On May 1, 2006 approximately three-fourths of a million unauthorized immigrants across America courageously absented themselves from their jobs to participate in “The Day without Immigrants,” to convince owners of businesses and members of Congress how important immigrants were to the economy. Congress at the time was deliberating legislation to determine whether to legalize or continue to criminalize the millions of undocumented workers then in the country. Most of the immigrants who participated in the demonstrations came from Latin America. They wanted legal rights to stay and work. Although Cubans constituted the second largest Hispanic immigrant group in the country, they were noticeably absent from the demonstrations. Why? The book reveals how successive presidents, as well as Congress, granted Cubans unique entitlements so that they had no reason to join the protests. Even though most Cubans arrived in America without authorization, they enjoyed rights to work and their own path to citizenship, as well as access to special job training programs and scholarships for university studies. In addition, unlike other unauthorized entrants, they were rarely subject to detention and deportation.
The reasons for privileging Cubans changed over the years. President Eisenhower established the precedent, when Fidel Castro assumed power in 1959. In his effort to undermine Castro’s nationalist, populist, and increasingly state-dominated Marxist-Leninist Soviet-allied revolution, Eisenhower encouraged Cuban immigration and helped the mainly light-skinned, educated, and anti-Communist arrivals adapt well to America. Presidents Kennedy and Johnson followed suit. Combined, they admitted hundreds of thousands of Cubans with special entitlements. The three presidents envisioned that their immigration policy served their Cold War concern with delegitimizing global communism, while demonstrating the virtues of capitalism and democracy. Congress, in turn, funded the largest refugee program in US history for Cubans, and passed legislation to enable Cubans who arrived without authorization to become lawful permanent residents and citizens.
The book proceeds to detail how subsequent presidents granted yet more Cubans unique immigration rights and unique resettlement benefits, including after the Cold War’s end. They did so to address problems earlier entitlements generated or left unresolved, and new problems that arose, but also to accommodate to pressure from Cuban immigrant beneficiaries of earlier economic and political entitlements who sought the continued privileging of “their people.” Domestic politics came to replace foreign policy as the driver of privileging Cubans. Presidents found themselves “locked in” to the continued privileging of Cubans, in a “path dependent” manner. They found ending entitlements for Cubans too politically costly.
During his last full week in office President Obama finally retracted Cuban entitlements. He did so against the backdrop of a surge in unauthorized Cuban immigration that undermined US control over its borders and a growing socioeconomic and political divide among Cuban Americans that eroded support for continued Cuban immigrant privileging, when personally committed to a new Cuban foreign policy premised on cross-border bridge-building, not continued Cold War hostility. Obama took advantage of the new domestic political and foreign policy juncture to make immigration policy more equitable: but by retracting entitlements for Cubans, not by extending rights Cubans enjoyed to other immigrants.
Donald Trump, one of America’s presidents most hostile to immigrants, further shuttered Cubans’ path of privilege, which had the effect of making Cuban immigration more costly, risky, and illegal, without the promise of entitlements of old. He outsourced and offshored immigration control in general, including of Cubans, to Mexico and other Central American governments, which subjected aspiring Cuban immigrants to gang violence, as well as to detention and deportation. Nonetheless, past privileging lingered on, for determined Cubans who managed to evade the new US imposed entry barriers, typically with the help of human smugglers who charged $10-15,000 dollars for overseeing a trek, under harrowing conditions, through Central America to the US-Mexican border. The Cubans who successfully circumvented the barriers continued to be able to take advantage of legislated entitlements Congress left intact. After one year they thus could have their unauthorized immigration status adjusted to that of lawful permanent resident. No other unauthorized immigrants could do the same.
The book details how, for over half a century, ordinary Cubans and Cuban immigrants, and not merely the US and Cuban governments, shaped the Cuban immigrant experience, including in ways that backfired on Presidents and shaped electoral outcomes. Despite accounting for less than 1 percent of the US population, Cuban immigrants exercised outsized political influence.
I wrote the book to make known the range of unique entitlements Cuban immigrants have enjoyed, and the “path dependent” basis of their continued privileging. The book offers the most comprehensive analysis of US Cuban immigration policy and Cuban immigration since the Castro-led revolution. I wrote the book also to address how immigration policy might be reformed so that the US benefits from immigrants at the same time that immigrants receive more just and equitable treatment. In comparing Cuban with other Caribbean immigrant experiences, with Haitians’ above all, I highlight how differently the US has treated immigrants depending on their country of origin and their race, and how differently immigrants have experienced America as a result.
The book builds on my expertise. I have studied Cuba and Cuban immigrants for decades, in historical and transnational context. The book highlights the need for immigration reform if America is to live up to its egalitarian founding principles. Immigrants should be treated equally and equitably, and not deepen inequality in America.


#### What the exercise asks:
Every line from the one with "Extract the structured" through the last line below should be repeated exactly; pictures stay out of the copy.

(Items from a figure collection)
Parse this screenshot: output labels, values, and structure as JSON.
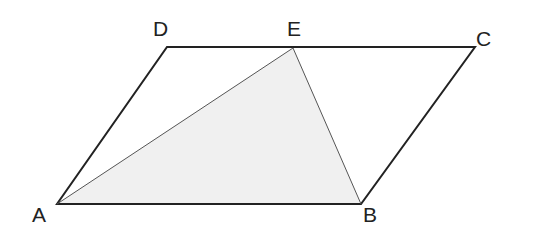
{
  "diagram": {
    "type": "parallelogram-with-inscribed-triangle",
    "colors": {
      "stroke": "#222222",
      "fill_triangle": "#f0f0f0",
      "background": "#ffffff"
    },
    "points": {
      "A": {
        "label": "A",
        "x": 57,
        "y": 204
      },
      "B": {
        "label": "B",
        "x": 361,
        "y": 204
      },
      "C": {
        "label": "C",
        "x": 475,
        "y": 47
      },
      "D": {
        "label": "D",
        "x": 167,
        "y": 47
      },
      "E": {
        "label": "E",
        "x": 293,
        "y": 48
      }
    },
    "labels": {
      "A": {
        "text": "A",
        "x": 32,
        "y": 222
      },
      "B": {
        "text": "B",
        "x": 363,
        "y": 222
      },
      "C": {
        "text": "C",
        "x": 476,
        "y": 46
      },
      "D": {
        "text": "D",
        "x": 153,
        "y": 36
      },
      "E": {
        "text": "E",
        "x": 287,
        "y": 36
      }
    },
    "shapes": {
      "parallelogram": "ABCD",
      "shaded_triangle": "ABE"
    }
  }
}
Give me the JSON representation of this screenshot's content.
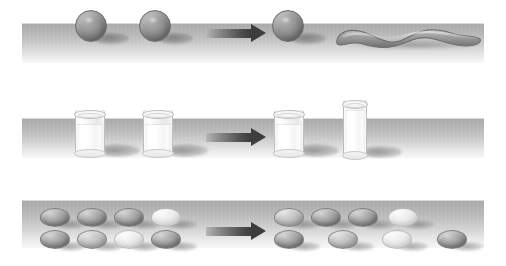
{
  "figure": {
    "background_color": "#ffffff",
    "width": 506,
    "height": 266,
    "table_color_top": "#a9a9a9",
    "table_color_bottom": "#f7f7f7",
    "arrow_color": "#3d3d3d",
    "clay_color": "#8b8b8b",
    "egg_dark_color": "#8d8d8d",
    "egg_mid_color": "#c0c0c0",
    "egg_light_color": "#e6e6e6",
    "milk_color": "#ffffff",
    "glass_outline_color": "#bdbdbd",
    "shadow_color": "#6e6e6e"
  },
  "rows": [
    {
      "id": "row-mass",
      "name": "conservation-of-mass",
      "table": {
        "x": 22,
        "y": 23,
        "w": 462,
        "h": 40
      },
      "arrow": {
        "x": 206,
        "y": 24,
        "shaft_w": 45,
        "label": "transform-arrow"
      },
      "before": {
        "label": "two-equal-clay-balls",
        "objects": [
          {
            "type": "clay-ball",
            "x": 75,
            "y": 10,
            "d": 32
          },
          {
            "type": "clay-ball",
            "x": 139,
            "y": 10,
            "d": 32
          }
        ]
      },
      "after": {
        "label": "ball-and-rolled-snake",
        "objects": [
          {
            "type": "clay-ball",
            "x": 272,
            "y": 10,
            "d": 32
          },
          {
            "type": "clay-snake",
            "x": 335,
            "y": 27,
            "w": 143,
            "h": 21
          }
        ]
      }
    },
    {
      "id": "row-liquid",
      "name": "conservation-of-liquid",
      "table": {
        "x": 22,
        "y": 118,
        "w": 462,
        "h": 40
      },
      "arrow": {
        "x": 206,
        "y": 128,
        "shaft_w": 45,
        "label": "transform-arrow"
      },
      "before": {
        "label": "two-identical-short-glasses",
        "objects": [
          {
            "type": "glass-short",
            "x": 75,
            "y": 110,
            "w": 30,
            "h": 44,
            "fill_pct": 62
          },
          {
            "type": "glass-short",
            "x": 143,
            "y": 110,
            "w": 30,
            "h": 44,
            "fill_pct": 62
          }
        ]
      },
      "after": {
        "label": "short-glass-and-tall-glass",
        "objects": [
          {
            "type": "glass-short",
            "x": 274,
            "y": 110,
            "w": 30,
            "h": 44,
            "fill_pct": 62
          },
          {
            "type": "glass-tall",
            "x": 343,
            "y": 100,
            "w": 24,
            "h": 56,
            "fill_pct": 78
          }
        ]
      }
    },
    {
      "id": "row-number",
      "name": "conservation-of-number",
      "table": {
        "x": 22,
        "y": 200,
        "w": 462,
        "h": 48
      },
      "arrow": {
        "x": 206,
        "y": 222,
        "shaft_w": 45,
        "label": "transform-arrow"
      },
      "before": {
        "label": "two-matched-rows-of-four-eggs",
        "objects": [
          {
            "type": "egg",
            "shade": "dark",
            "x": 40,
            "y": 208,
            "w": 30,
            "h": 19
          },
          {
            "type": "egg",
            "shade": "dark",
            "x": 77,
            "y": 208,
            "w": 30,
            "h": 19
          },
          {
            "type": "egg",
            "shade": "dark",
            "x": 114,
            "y": 208,
            "w": 30,
            "h": 19
          },
          {
            "type": "egg",
            "shade": "light",
            "x": 151,
            "y": 208,
            "w": 30,
            "h": 19
          },
          {
            "type": "egg",
            "shade": "dark",
            "x": 40,
            "y": 230,
            "w": 30,
            "h": 19
          },
          {
            "type": "egg",
            "shade": "mid",
            "x": 77,
            "y": 230,
            "w": 30,
            "h": 19
          },
          {
            "type": "egg",
            "shade": "light",
            "x": 114,
            "y": 230,
            "w": 30,
            "h": 19
          },
          {
            "type": "egg",
            "shade": "dark",
            "x": 151,
            "y": 230,
            "w": 30,
            "h": 19
          }
        ]
      },
      "after": {
        "label": "top-row-of-four-and-spread-bottom-row-of-four",
        "objects": [
          {
            "type": "egg",
            "shade": "mid",
            "x": 274,
            "y": 208,
            "w": 30,
            "h": 19
          },
          {
            "type": "egg",
            "shade": "dark",
            "x": 311,
            "y": 208,
            "w": 30,
            "h": 19
          },
          {
            "type": "egg",
            "shade": "dark",
            "x": 348,
            "y": 208,
            "w": 30,
            "h": 19
          },
          {
            "type": "egg",
            "shade": "light",
            "x": 388,
            "y": 208,
            "w": 30,
            "h": 19
          },
          {
            "type": "egg",
            "shade": "dark",
            "x": 274,
            "y": 230,
            "w": 30,
            "h": 19
          },
          {
            "type": "egg",
            "shade": "mid",
            "x": 328,
            "y": 230,
            "w": 30,
            "h": 19
          },
          {
            "type": "egg",
            "shade": "light",
            "x": 382,
            "y": 230,
            "w": 30,
            "h": 19
          },
          {
            "type": "egg",
            "shade": "dark",
            "x": 437,
            "y": 230,
            "w": 30,
            "h": 19
          }
        ]
      }
    }
  ]
}
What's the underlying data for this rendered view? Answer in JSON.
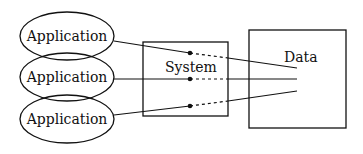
{
  "diagram": {
    "applications": [
      {
        "label": "Application"
      },
      {
        "label": "Application"
      },
      {
        "label": "Application"
      }
    ],
    "system": {
      "label": "System"
    },
    "data": {
      "label": "Data"
    },
    "colors": {
      "stroke": "#111111",
      "background": "#ffffff"
    }
  }
}
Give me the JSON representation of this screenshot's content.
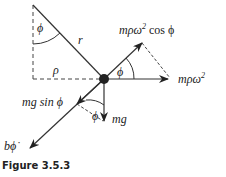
{
  "figure": {
    "caption": "Figure 3.5.3",
    "labels": {
      "phi_top": "ϕ",
      "r": "r",
      "rho": "ρ",
      "phi_right": "ϕ",
      "phi_bottom": "ϕ",
      "centripetal_component_prefix": "mρω",
      "centripetal_component_exp": "2",
      "centripetal_component_suffix": " cos ϕ",
      "centripetal_prefix": "mρω",
      "centripetal_exp": "2",
      "gravity_component": "mg sin ϕ",
      "gravity": "mg",
      "damping_prefix": "b",
      "damping_symbol": "ϕ̇"
    },
    "colors": {
      "line": "#333333",
      "ball": "#222222"
    }
  }
}
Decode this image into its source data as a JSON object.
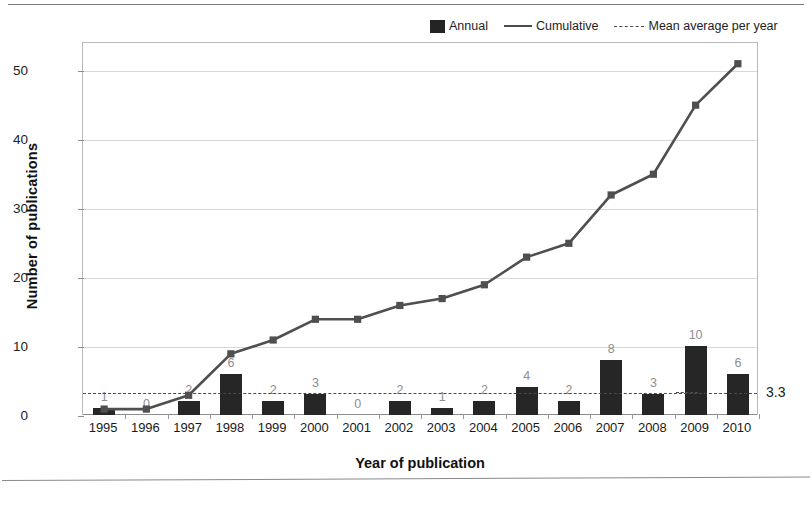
{
  "chart_data": {
    "type": "bar",
    "title": "",
    "xlabel": "Year of publication",
    "ylabel": "Number of publications",
    "categories": [
      "1995",
      "1996",
      "1997",
      "1998",
      "1999",
      "2000",
      "2001",
      "2002",
      "2003",
      "2004",
      "2005",
      "2006",
      "2007",
      "2008",
      "2009",
      "2010"
    ],
    "series": [
      {
        "name": "Annual",
        "type": "bar",
        "values": [
          1,
          0,
          2,
          6,
          2,
          3,
          0,
          2,
          1,
          2,
          4,
          2,
          8,
          3,
          10,
          6
        ],
        "color": "#262626",
        "show_labels": true
      },
      {
        "name": "Cumulative",
        "type": "line",
        "values": [
          1,
          1,
          3,
          9,
          11,
          14,
          14,
          16,
          17,
          19,
          23,
          25,
          32,
          35,
          45,
          51
        ],
        "color": "#4f4f4f",
        "show_labels": false
      }
    ],
    "reference_line": {
      "name": "Mean average per year",
      "value": 3.3,
      "label": "3.3",
      "style": "dashed",
      "color": "#4a4a4a"
    },
    "ylim": [
      0,
      54
    ],
    "yticks": [
      0,
      10,
      20,
      30,
      40,
      50
    ],
    "ytick_labels": [
      "0",
      "10",
      "20",
      "30",
      "40",
      "50"
    ],
    "grid": true,
    "legend_position": "top-right"
  },
  "legend": {
    "items": [
      {
        "label": "Annual",
        "marker": "swatch"
      },
      {
        "label": "Cumulative",
        "marker": "line"
      },
      {
        "label": "Mean average per year",
        "marker": "dashed-line"
      }
    ]
  }
}
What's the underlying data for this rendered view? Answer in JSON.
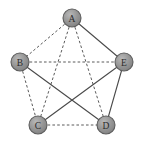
{
  "figure": {
    "width": 144,
    "height": 148,
    "background_color": "#ffffff"
  },
  "style": {
    "node_fill_color": "#8f8f8f",
    "node_fill_highlight": "#b4b4b4",
    "node_stroke_color": "#5d5d5d",
    "node_radius": 9,
    "node_label_color": "#2b2b2b",
    "edge_solid_color": "#4a4a4a",
    "edge_dashed_color": "#5a5a5a"
  },
  "chart_data": {
    "type": "diagram",
    "diagram_type": "node-link-graph",
    "title": "",
    "nodes": [
      {
        "id": "A",
        "label": "A",
        "x": 72,
        "y": 18
      },
      {
        "id": "B",
        "label": "B",
        "x": 20,
        "y": 62
      },
      {
        "id": "E",
        "label": "E",
        "x": 124,
        "y": 62
      },
      {
        "id": "C",
        "label": "C",
        "x": 38,
        "y": 125
      },
      {
        "id": "D",
        "label": "D",
        "x": 106,
        "y": 125
      }
    ],
    "edges": [
      {
        "source": "A",
        "target": "B",
        "style": "dashed"
      },
      {
        "source": "A",
        "target": "E",
        "style": "solid"
      },
      {
        "source": "A",
        "target": "C",
        "style": "dashed"
      },
      {
        "source": "A",
        "target": "D",
        "style": "dashed"
      },
      {
        "source": "B",
        "target": "E",
        "style": "dashed"
      },
      {
        "source": "B",
        "target": "C",
        "style": "dashed"
      },
      {
        "source": "B",
        "target": "D",
        "style": "solid"
      },
      {
        "source": "C",
        "target": "D",
        "style": "dashed"
      },
      {
        "source": "C",
        "target": "E",
        "style": "solid"
      },
      {
        "source": "D",
        "target": "E",
        "style": "solid"
      }
    ],
    "node_count": 5,
    "edge_count": 10,
    "solid_edge_count": 4,
    "dashed_edge_count": 6,
    "legend": [],
    "annotations": []
  }
}
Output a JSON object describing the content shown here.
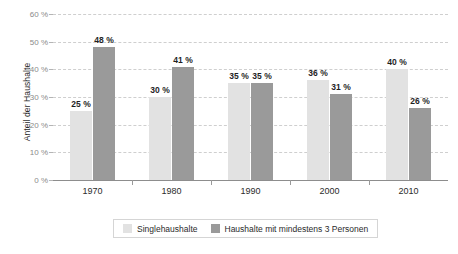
{
  "chart_data": {
    "type": "bar",
    "title": "",
    "subtitle": "",
    "xlabel": "",
    "ylabel": "Anteil der Haushalte",
    "categories": [
      "1970",
      "1980",
      "1990",
      "2000",
      "2010"
    ],
    "series": [
      {
        "name": "Singlehaushalte",
        "color": "#e2e2e2",
        "values": [
          25,
          30,
          35,
          36,
          40
        ],
        "labels": [
          "25 %",
          "30 %",
          "35 %",
          "36 %",
          "40 %"
        ]
      },
      {
        "name": "Haushalte mit mindestens 3 Personen",
        "color": "#9a9a9a",
        "values": [
          48,
          41,
          35,
          31,
          26
        ],
        "labels": [
          "48 %",
          "41 %",
          "35 %",
          "31 %",
          "26 %"
        ]
      }
    ],
    "ylim": [
      0,
      60
    ],
    "ytick_values": [
      0,
      10,
      20,
      30,
      40,
      50,
      60
    ],
    "ytick_labels": [
      "0 %",
      "10 %",
      "20 %",
      "30 %",
      "40 %",
      "50 %",
      "60 %"
    ],
    "grid": true,
    "grid_style": "dashed",
    "legend_position": "bottom"
  },
  "axis": {
    "y_title": "Anteil der Haushalte"
  },
  "legend": {
    "items": [
      {
        "label": "Singlehaushalte"
      },
      {
        "label": "Haushalte mit mindestens 3 Personen"
      }
    ]
  },
  "colors": {
    "series_light": "#e2e2e2",
    "series_dark": "#9a9a9a",
    "gridline": "#cfcfcf",
    "axis": "#8d8d8d",
    "tick_text": "#8a8a8a",
    "label_text": "#2b2b2b"
  }
}
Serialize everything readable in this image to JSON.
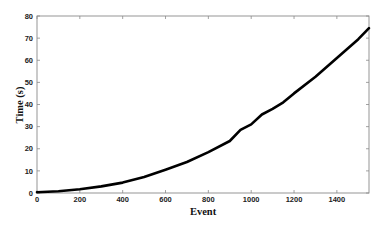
{
  "chart_data": {
    "type": "line",
    "title": "",
    "xlabel": "Event",
    "ylabel": "Time (s)",
    "xlim": [
      0,
      1550
    ],
    "ylim": [
      0,
      80
    ],
    "xticks": [
      0,
      200,
      400,
      600,
      800,
      1000,
      1200,
      1400
    ],
    "yticks": [
      0,
      10,
      20,
      30,
      40,
      50,
      60,
      70,
      80
    ],
    "grid": false,
    "legend": null,
    "series": [
      {
        "name": "Time",
        "color": "#000000",
        "x": [
          0,
          100,
          200,
          300,
          400,
          500,
          600,
          700,
          800,
          900,
          950,
          1000,
          1050,
          1100,
          1150,
          1200,
          1300,
          1400,
          1500,
          1550
        ],
        "y": [
          0.3,
          0.8,
          1.7,
          3.0,
          4.7,
          7.2,
          10.5,
          14.0,
          18.5,
          23.5,
          28.5,
          31.0,
          35.5,
          38.0,
          41.0,
          45.0,
          52.5,
          61.0,
          69.5,
          74.5
        ]
      }
    ]
  }
}
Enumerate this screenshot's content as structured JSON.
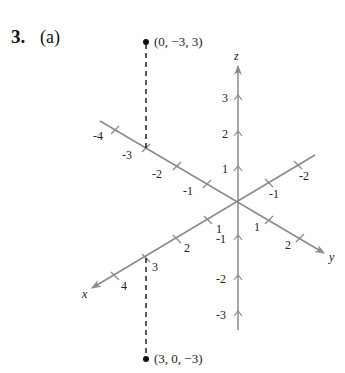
{
  "header": {
    "problem_number": "3.",
    "part": "(a)"
  },
  "colors": {
    "axis": "#8a8a8a",
    "ink": "#111111",
    "background": "#ffffff"
  },
  "axes": {
    "x": {
      "label": "x",
      "ticks": [
        "-2",
        "-1",
        "1",
        "2",
        "3",
        "4"
      ]
    },
    "y": {
      "label": "y",
      "ticks": [
        "-4",
        "-3",
        "-2",
        "-1",
        "1",
        "2"
      ]
    },
    "z": {
      "label": "z",
      "ticks": [
        "3",
        "2",
        "1",
        "-1",
        "-2",
        "-3"
      ]
    }
  },
  "points": [
    {
      "coords": [
        0,
        -3,
        3
      ],
      "label": "(0, −3, 3)"
    },
    {
      "coords": [
        3,
        0,
        -3
      ],
      "label": "(3, 0, −3)"
    }
  ]
}
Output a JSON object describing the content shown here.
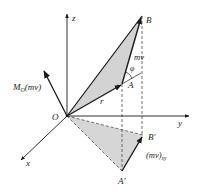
{
  "figure": {
    "labels": {
      "origin": "O",
      "x_axis": "x",
      "y_axis": "y",
      "z_axis": "z",
      "point_A": "A",
      "point_B": "B",
      "point_A_proj": "A'",
      "point_B_proj": "B'",
      "position_vector": "r",
      "momentum": "mv",
      "angle": "φ",
      "moment_main": "M",
      "moment_sub": "O",
      "moment_arg": "(mv)",
      "proj_momentum_main": "(mv)",
      "proj_momentum_sub": "xy"
    },
    "colors": {
      "line": "#1a1a1a",
      "shade": "#d3d3d3",
      "dashed": "#333333"
    }
  }
}
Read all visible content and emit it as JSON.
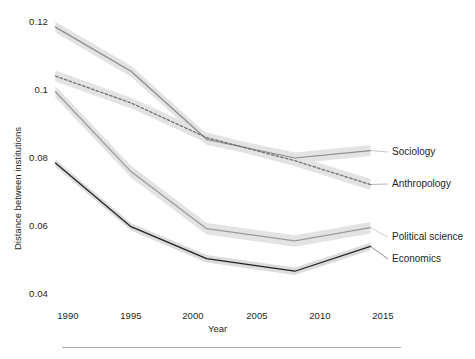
{
  "chart_data": {
    "type": "line",
    "title": "",
    "xlabel": "Year",
    "ylabel": "Distance between institutions",
    "xlim": [
      1989,
      2015
    ],
    "ylim": [
      0.04,
      0.122
    ],
    "grid": false,
    "legend_position": "right-inline",
    "xticks": [
      1990,
      1995,
      2000,
      2005,
      2010,
      2015
    ],
    "xtick_labels": [
      "1990",
      "1995",
      "2000",
      "2005",
      "2010",
      "2015"
    ],
    "yticks": [
      0.04,
      0.06,
      0.08,
      0.1,
      0.12
    ],
    "ytick_labels": [
      "0.04",
      "0.06",
      "0.08",
      "0.1",
      "0.12"
    ],
    "series": [
      {
        "name": "Sociology",
        "style": "solid",
        "color": "#8c8c8c",
        "band_color": "#e3e3e3",
        "x": [
          1989,
          1995,
          2001,
          2008,
          2014
        ],
        "values": [
          0.1185,
          0.1055,
          0.0855,
          0.08,
          0.0822
        ],
        "band_halfwidth": 0.0016
      },
      {
        "name": "Anthropology",
        "style": "dashed",
        "color": "#6f6f6f",
        "band_color": "#e3e3e3",
        "x": [
          1989,
          1995,
          2001,
          2008,
          2014
        ],
        "values": [
          0.1041,
          0.0962,
          0.086,
          0.0792,
          0.0722
        ],
        "band_halfwidth": 0.0016
      },
      {
        "name": "Political science",
        "style": "solid",
        "color": "#9a9a9a",
        "band_color": "#e3e3e3",
        "x": [
          1989,
          1995,
          2001,
          2008,
          2014
        ],
        "values": [
          0.0995,
          0.076,
          0.0592,
          0.0556,
          0.0595
        ],
        "band_halfwidth": 0.0017
      },
      {
        "name": "Economics",
        "style": "solid",
        "color": "#231f20",
        "band_color": "#dcdcdc",
        "x": [
          1989,
          1995,
          2001,
          2008,
          2014
        ],
        "values": [
          0.0785,
          0.0598,
          0.0504,
          0.0467,
          0.054
        ],
        "band_halfwidth": 0.0011
      }
    ],
    "series_labels": [
      {
        "text": "Sociology",
        "x": 392,
        "y": 146
      },
      {
        "text": "Anthropology",
        "x": 392,
        "y": 178
      },
      {
        "text": "Political science",
        "x": 392,
        "y": 231
      },
      {
        "text": "Economics",
        "x": 392,
        "y": 253
      }
    ]
  },
  "axes": {
    "x_title": "Year",
    "y_title": "Distance between institutions"
  }
}
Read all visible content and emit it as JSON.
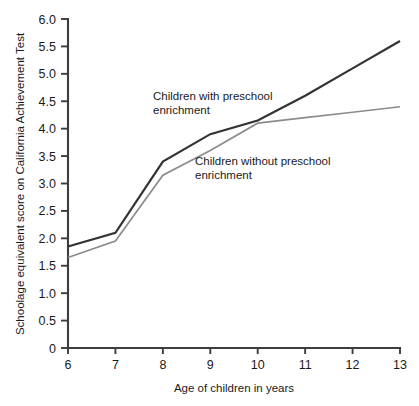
{
  "chart_data": {
    "type": "line",
    "title": "",
    "xlabel": "Age of children in years",
    "ylabel": "Schoolage equivalent score on California Achievement Test",
    "x": [
      6,
      7,
      8,
      9,
      10,
      11,
      12,
      13
    ],
    "xticklabels": [
      "6",
      "7",
      "8",
      "9",
      "10",
      "11",
      "12",
      "13"
    ],
    "yticklabels": [
      "0",
      "0.5",
      "1.0",
      "1.5",
      "2.0",
      "2.5",
      "3.0",
      "3.5",
      "4.0",
      "4.5",
      "5.0",
      "5.5",
      "6.0"
    ],
    "yticks": [
      0,
      0.5,
      1.0,
      1.5,
      2.0,
      2.5,
      3.0,
      3.5,
      4.0,
      4.5,
      5.0,
      5.5,
      6.0
    ],
    "xlim": [
      6,
      13
    ],
    "ylim": [
      0,
      6.0
    ],
    "grid": false,
    "legend": "inline-annotations",
    "series": [
      {
        "name": "Children with preschool enrichment",
        "color": "#333333",
        "width": 2.2,
        "values": [
          1.85,
          2.1,
          3.4,
          3.9,
          4.15,
          4.6,
          5.1,
          5.6
        ]
      },
      {
        "name": "Children without preschool enrichment",
        "color": "#8c8c8c",
        "width": 1.7,
        "values": [
          1.65,
          1.95,
          3.15,
          3.6,
          4.1,
          4.2,
          4.3,
          4.4
        ]
      }
    ],
    "annotations": [
      {
        "id": "with-enrichment",
        "lines": [
          "Children with preschool",
          "enrichment"
        ],
        "x": 153,
        "y": 100
      },
      {
        "id": "without-enrichment",
        "lines": [
          "Children without preschool",
          "enrichment"
        ],
        "x": 195,
        "y": 165
      }
    ]
  },
  "plot_area": {
    "left": 68,
    "right": 400,
    "top": 19,
    "bottom": 348
  }
}
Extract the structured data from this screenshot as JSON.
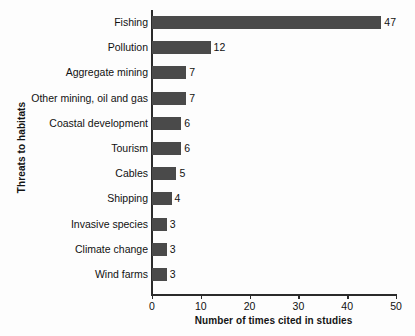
{
  "chart_data": {
    "type": "bar",
    "orientation": "horizontal",
    "title": "",
    "xlabel": "Number of times cited in studies",
    "ylabel": "Threats to habitats",
    "categories": [
      "Fishing",
      "Pollution",
      "Aggregate mining",
      "Other mining, oil and gas",
      "Coastal development",
      "Tourism",
      "Cables",
      "Shipping",
      "Invasive species",
      "Climate change",
      "Wind farms"
    ],
    "values": [
      47,
      12,
      7,
      7,
      6,
      6,
      5,
      4,
      3,
      3,
      3
    ],
    "value_labels": [
      "47",
      "12",
      "7",
      "7",
      "6",
      "6",
      "5",
      "4",
      "3",
      "3",
      "3"
    ],
    "xlim": [
      0,
      50
    ],
    "xticks": [
      0,
      10,
      20,
      30,
      40,
      50
    ],
    "xtick_labels": [
      "0",
      "10",
      "20",
      "30",
      "40",
      "50"
    ],
    "grid": false,
    "legend": null,
    "bar_color": "#4a4a4a",
    "axis_color": "#2b2b2b",
    "background_color": "#fdfdfd"
  }
}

#### Completed task:
Extract the structured data from this screenshot as JSON.
{
  "chart_data": {
    "type": "bar",
    "orientation": "horizontal",
    "title": "",
    "xlabel": "Number of times cited in studies",
    "ylabel": "Threats to habitats",
    "categories": [
      "Fishing",
      "Pollution",
      "Aggregate mining",
      "Other mining, oil and gas",
      "Coastal development",
      "Tourism",
      "Cables",
      "Shipping",
      "Invasive species",
      "Climate change",
      "Wind farms"
    ],
    "values": [
      47,
      12,
      7,
      7,
      6,
      6,
      5,
      4,
      3,
      3,
      3
    ],
    "value_labels": [
      "47",
      "12",
      "7",
      "7",
      "6",
      "6",
      "5",
      "4",
      "3",
      "3",
      "3"
    ],
    "xlim": [
      0,
      50
    ],
    "xticks": [
      0,
      10,
      20,
      30,
      40,
      50
    ],
    "xtick_labels": [
      "0",
      "10",
      "20",
      "30",
      "40",
      "50"
    ],
    "grid": false,
    "legend": null,
    "bar_color": "#4a4a4a",
    "axis_color": "#2b2b2b",
    "background_color": "#fdfdfd"
  }
}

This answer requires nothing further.